The generosity of Weld County taxpayers lavished on their commissioners was somewhat muted by an IRS audit to determine if the cash allowance the commissioners receive for driving to work each day should be considered taxable income.  An estimated $500,000 has been paid out to commissioners in untaxed driving benefits over the years.  Recently, the big winner in the driving-the-old-jalopy-to-work sweepstakes was Barbara Kirkmeyer, having received $22,000 in driving dividends over the past two years.  She, once an aide to former Republican governor and Texas oilman Bill Owens, is the Dragon Lady of fracking in northern Colorado.  An early defender of fracking in neighborhoods, she has long claimed the state regs are adequate for public safety.  After all, she lectures knowingly, fracking is good for business and government budgets. 

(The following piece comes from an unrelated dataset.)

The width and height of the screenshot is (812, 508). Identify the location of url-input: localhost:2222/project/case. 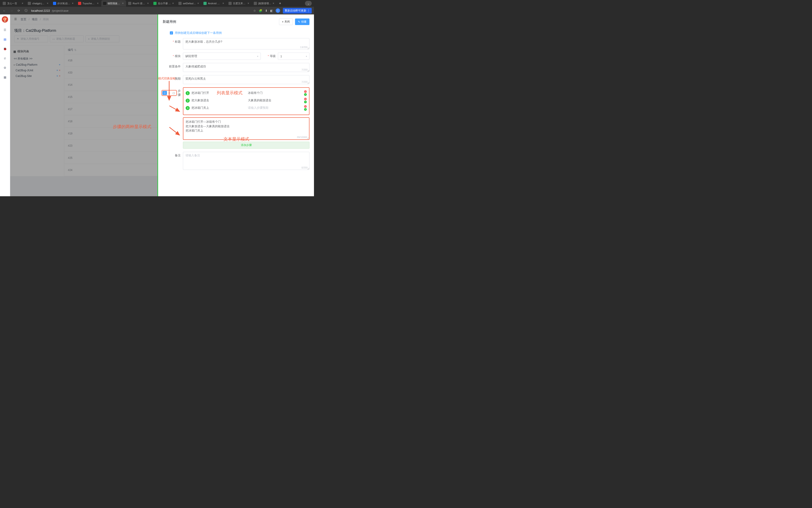
(141, 11).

As for the state legislature, it did manage to do one thing of note.  It mortgaged public buildings to raise almost two billion for road repairs.  The governor says it isn’t enough, but an increase in gasoline taxes or any other use fee is verboten among Republican legislators, and the Democrats continue to blame all government failures on the citizen enacted Taxpayers Bill of Rights, TABOR, which requires a vote of the people to enact a tax increase.  Oddly, the Dems claim that it is TABOR that has made them impotent, that it is a threat to representative government where elected officials should be the tax deciders, not the people legislating directly via the initiative process.  One of the leaders in the misguided and failed endeavor to overturn TABOR, Andy Kerr, is now running to replace U.S. Congressman Ed Perlmutter.  The flawlessly undistinguished Perlmutter, relentlessly climbing the greasy pole, now wants to replace the term limited Hickenlooper.  He has plenty of undistinguished company.

Of course, the mortgages on public buildings for road repairs will have to be paid back with interest, further inhibiting state budgets.  Still, the mortgage razzle dazzle was regarded by the Denver Post, the state’s flagship daily, as a grand compromise, worthy of nodding recognition.